Commentary: More trees won’t cancel out your SUV emissions
Published 9:00 pm Thursday, November 21, 2024
- Trees and carbon
As far as climate buzzwords go, “Net Zero” has probably become the most weaponized term. It may also be the most misunderstood.
Lots of people recognize that reaching net zero carbon emissions is key to meeting the temperature goals of the Paris Agreement. But how many of us have an accurate understanding of what that means?
A group of scientists who developed the science behind net zero 15 years ago have authored a new study, published in Nature, warning that our heavy reliance on natural carbon sinks to offset fossil-fuel emissions is a misunderstanding of the original idea. A course correction is more important than ever, particularly as developments at the 29th United Nations climate change conference, also known as COP29, will likely further incentivize the equivalence between fossil-fuel emissions and natural drawdown.
Let me break down the jargon. Net zero refers to the idea that our carbon emissions are balanced to zero, so that we’re no longer increasing the concentration of greenhouse gases in the atmosphere. There are some technical equations in the paper, but a simplified one to illustrate basic net zero would be:
Human emissions + human land-use change = 0
Now, carbon sinks — oceans, forests, peatlands — play a key role in drawing down and storing carbon. And we relying on these natural resources to balance our emissions equation leading to an equation which looks more like:
Human emissions + human land-use change — passive carbon sinks = 0
This poses some problems.
The second equation may stabilize the level of atmospheric CO2, but it also means that warming would continue. This is because the planet is currently absorbing more energy from the sun than is escaping back into space. Eventually, an equilibrium would be reached as the extra heat is absorbed by the deep oceans, but this would take a long time (think centuries), and in the meantime, we’ll get warmer. The paper notes that if atmospheric concentrations were fixed at today’s levels, the most likely eventual warming level would still exceed 2C above pre-industrial temperatures — and that would risk taking us far above the goal of the Paris Agreement.
Happily, scientists found that if passive carbon sinks were able to bring down atmospheric CO2, the continued surface warming would be canceled out.
And so carbon removal is extremely important for securing a friendly and stable climate for ourselves and our descendants. But there are two roles here — offsetting our own continuing emissions from burning oil, gas and coal, and cleaning up the mess we’ve already made. Our forests and oceans can’t do both jobs. Land is a finite resource in competition with our other needs such as food, shelter and energy, so there’s a limit to the carbon-absorbing capacity of Earth’s natural spaces.
That’s especially true as climate change is destabilizing our carbon sinks. Just look at New York, where the Jennings Creek fire has burned for more than a week. The Canadian wildfires in 2023 released more than 645 million metric tons of carbon into the atmosphere, comparable to the annual emissions of large nations.
When we burn fossil fuels, the resultant pollution is permanent — without intervention, CO2 will stay up there for somewhere between 300 and 1,000 years. We can no longer say that the carbon stored in our trees would last nearly that long.
This doesn’t mean there’s no place for any offsets in the net zero equation, but the standard needs to be higher. There should be greater distinction between “biological” removals via carbon sinks and “geological” emissions from fossil fuels in climate reporting and targets, and a ton of one shouldn’t be fungible with a ton of the other. Not a single country or company has made these distinctions — but there’s a slice of history waiting for the first entity to go beyond the current requirements.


= Task instructions =
State the number of lines in these records that include the string "capillaries", and say nothing more.

Extracts from a graphics dataset:
○ ○ ○ ○ ○

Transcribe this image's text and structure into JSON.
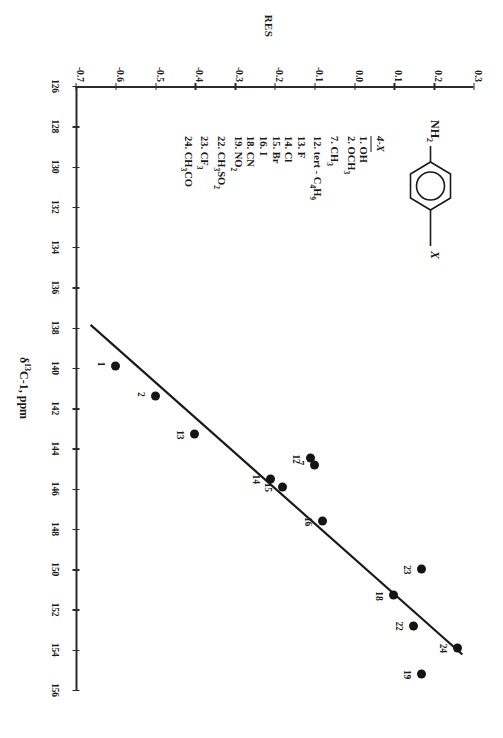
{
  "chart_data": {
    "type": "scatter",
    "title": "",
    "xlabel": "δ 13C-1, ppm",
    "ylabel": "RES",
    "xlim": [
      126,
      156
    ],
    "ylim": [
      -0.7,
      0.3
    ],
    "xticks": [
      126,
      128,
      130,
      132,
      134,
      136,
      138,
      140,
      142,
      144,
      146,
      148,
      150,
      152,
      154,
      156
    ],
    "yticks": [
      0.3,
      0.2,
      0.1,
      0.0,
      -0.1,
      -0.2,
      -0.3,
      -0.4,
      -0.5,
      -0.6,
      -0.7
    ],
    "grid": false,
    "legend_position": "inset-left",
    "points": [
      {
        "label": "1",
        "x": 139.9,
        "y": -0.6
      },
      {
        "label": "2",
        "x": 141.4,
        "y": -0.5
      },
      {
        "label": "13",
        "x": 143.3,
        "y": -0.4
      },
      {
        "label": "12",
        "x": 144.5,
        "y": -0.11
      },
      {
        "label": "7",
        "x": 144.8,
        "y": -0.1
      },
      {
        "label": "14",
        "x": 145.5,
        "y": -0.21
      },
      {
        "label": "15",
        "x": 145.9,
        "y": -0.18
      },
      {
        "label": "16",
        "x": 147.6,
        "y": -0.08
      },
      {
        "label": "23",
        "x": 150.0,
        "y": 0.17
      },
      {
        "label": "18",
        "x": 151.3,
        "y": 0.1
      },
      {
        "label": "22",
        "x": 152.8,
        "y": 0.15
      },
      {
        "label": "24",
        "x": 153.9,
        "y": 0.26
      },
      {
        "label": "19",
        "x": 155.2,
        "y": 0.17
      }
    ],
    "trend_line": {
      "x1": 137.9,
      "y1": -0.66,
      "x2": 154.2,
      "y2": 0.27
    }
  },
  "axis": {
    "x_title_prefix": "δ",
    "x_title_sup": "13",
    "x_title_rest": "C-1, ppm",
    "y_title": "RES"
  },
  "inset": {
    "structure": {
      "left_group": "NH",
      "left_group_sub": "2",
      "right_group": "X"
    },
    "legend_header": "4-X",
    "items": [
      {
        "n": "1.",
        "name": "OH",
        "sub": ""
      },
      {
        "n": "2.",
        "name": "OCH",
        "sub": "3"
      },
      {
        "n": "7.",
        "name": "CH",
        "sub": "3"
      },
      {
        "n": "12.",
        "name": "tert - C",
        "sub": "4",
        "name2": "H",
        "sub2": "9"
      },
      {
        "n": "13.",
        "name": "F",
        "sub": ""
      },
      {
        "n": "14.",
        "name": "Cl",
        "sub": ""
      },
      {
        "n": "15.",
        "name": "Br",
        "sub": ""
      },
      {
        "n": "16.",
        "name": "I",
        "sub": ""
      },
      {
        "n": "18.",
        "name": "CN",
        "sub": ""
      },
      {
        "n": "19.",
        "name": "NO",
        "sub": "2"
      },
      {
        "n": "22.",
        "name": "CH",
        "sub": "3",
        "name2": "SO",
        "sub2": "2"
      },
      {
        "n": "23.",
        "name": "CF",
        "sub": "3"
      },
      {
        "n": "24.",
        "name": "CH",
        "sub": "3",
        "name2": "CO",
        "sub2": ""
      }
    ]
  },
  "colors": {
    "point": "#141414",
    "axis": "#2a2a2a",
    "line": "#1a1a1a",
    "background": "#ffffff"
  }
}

○ ○ ○ ○ ○

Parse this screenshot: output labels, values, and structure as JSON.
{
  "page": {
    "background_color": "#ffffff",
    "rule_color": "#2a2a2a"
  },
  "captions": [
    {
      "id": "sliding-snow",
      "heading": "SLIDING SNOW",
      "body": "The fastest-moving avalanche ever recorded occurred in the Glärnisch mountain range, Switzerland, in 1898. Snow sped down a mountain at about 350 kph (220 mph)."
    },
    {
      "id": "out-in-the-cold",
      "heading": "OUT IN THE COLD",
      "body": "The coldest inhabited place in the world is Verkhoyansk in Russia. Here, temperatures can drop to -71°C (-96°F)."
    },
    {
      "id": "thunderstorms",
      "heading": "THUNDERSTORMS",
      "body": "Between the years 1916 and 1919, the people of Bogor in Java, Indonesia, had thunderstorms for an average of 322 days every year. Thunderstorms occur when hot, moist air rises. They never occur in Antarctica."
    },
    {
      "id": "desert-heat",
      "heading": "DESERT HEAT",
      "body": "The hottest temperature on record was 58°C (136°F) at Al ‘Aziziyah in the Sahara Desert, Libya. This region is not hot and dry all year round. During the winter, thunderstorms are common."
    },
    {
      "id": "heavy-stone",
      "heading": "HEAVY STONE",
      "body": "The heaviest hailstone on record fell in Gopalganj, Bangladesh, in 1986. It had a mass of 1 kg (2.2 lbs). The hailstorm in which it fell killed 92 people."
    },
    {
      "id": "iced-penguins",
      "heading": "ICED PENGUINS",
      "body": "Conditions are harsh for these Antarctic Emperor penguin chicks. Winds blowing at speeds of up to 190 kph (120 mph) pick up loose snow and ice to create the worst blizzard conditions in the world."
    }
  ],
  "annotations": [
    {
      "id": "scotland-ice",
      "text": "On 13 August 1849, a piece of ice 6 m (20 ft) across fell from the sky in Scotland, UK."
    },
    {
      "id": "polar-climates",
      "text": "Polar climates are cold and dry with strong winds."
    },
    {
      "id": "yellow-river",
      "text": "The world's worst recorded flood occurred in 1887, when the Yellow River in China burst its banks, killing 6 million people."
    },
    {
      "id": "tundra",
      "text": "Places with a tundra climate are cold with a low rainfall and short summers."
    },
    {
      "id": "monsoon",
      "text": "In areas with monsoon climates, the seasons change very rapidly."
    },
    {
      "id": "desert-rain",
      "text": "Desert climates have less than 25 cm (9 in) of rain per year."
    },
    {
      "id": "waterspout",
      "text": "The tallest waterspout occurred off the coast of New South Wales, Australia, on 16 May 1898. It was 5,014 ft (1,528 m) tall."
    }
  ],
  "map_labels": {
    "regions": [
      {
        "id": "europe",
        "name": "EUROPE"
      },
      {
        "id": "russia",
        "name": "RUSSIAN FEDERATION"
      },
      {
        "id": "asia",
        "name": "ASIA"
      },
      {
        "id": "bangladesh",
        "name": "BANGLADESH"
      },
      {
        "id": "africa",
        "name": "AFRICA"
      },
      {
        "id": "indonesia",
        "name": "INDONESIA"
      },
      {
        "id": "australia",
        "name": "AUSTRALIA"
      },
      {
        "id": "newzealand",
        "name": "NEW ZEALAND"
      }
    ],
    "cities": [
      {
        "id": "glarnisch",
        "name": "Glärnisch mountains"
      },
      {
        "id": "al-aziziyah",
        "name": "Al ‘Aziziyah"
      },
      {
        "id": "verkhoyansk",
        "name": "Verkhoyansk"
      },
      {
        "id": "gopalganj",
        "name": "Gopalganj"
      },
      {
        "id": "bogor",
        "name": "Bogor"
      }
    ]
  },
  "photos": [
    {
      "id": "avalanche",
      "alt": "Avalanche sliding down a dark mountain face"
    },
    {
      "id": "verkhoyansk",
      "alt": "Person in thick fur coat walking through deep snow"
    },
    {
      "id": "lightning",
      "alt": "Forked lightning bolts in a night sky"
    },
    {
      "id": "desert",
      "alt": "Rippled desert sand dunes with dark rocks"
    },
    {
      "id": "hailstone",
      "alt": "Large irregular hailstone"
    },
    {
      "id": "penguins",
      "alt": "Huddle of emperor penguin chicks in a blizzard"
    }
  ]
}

○ ○ ○ ○ ○

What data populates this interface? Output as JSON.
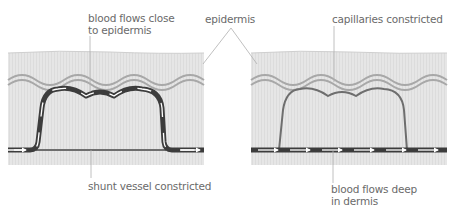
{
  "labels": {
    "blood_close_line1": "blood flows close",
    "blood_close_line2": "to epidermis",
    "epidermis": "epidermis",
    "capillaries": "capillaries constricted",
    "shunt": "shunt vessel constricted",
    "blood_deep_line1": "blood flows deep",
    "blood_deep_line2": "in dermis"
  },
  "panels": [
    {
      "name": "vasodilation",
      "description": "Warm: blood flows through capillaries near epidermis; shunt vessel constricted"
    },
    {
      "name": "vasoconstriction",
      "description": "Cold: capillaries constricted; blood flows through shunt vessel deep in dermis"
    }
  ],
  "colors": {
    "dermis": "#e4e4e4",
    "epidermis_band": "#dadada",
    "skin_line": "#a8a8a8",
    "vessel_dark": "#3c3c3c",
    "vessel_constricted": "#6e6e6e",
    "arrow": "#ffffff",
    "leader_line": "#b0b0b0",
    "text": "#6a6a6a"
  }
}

○ ○ ○ ○ ○

= Output =
3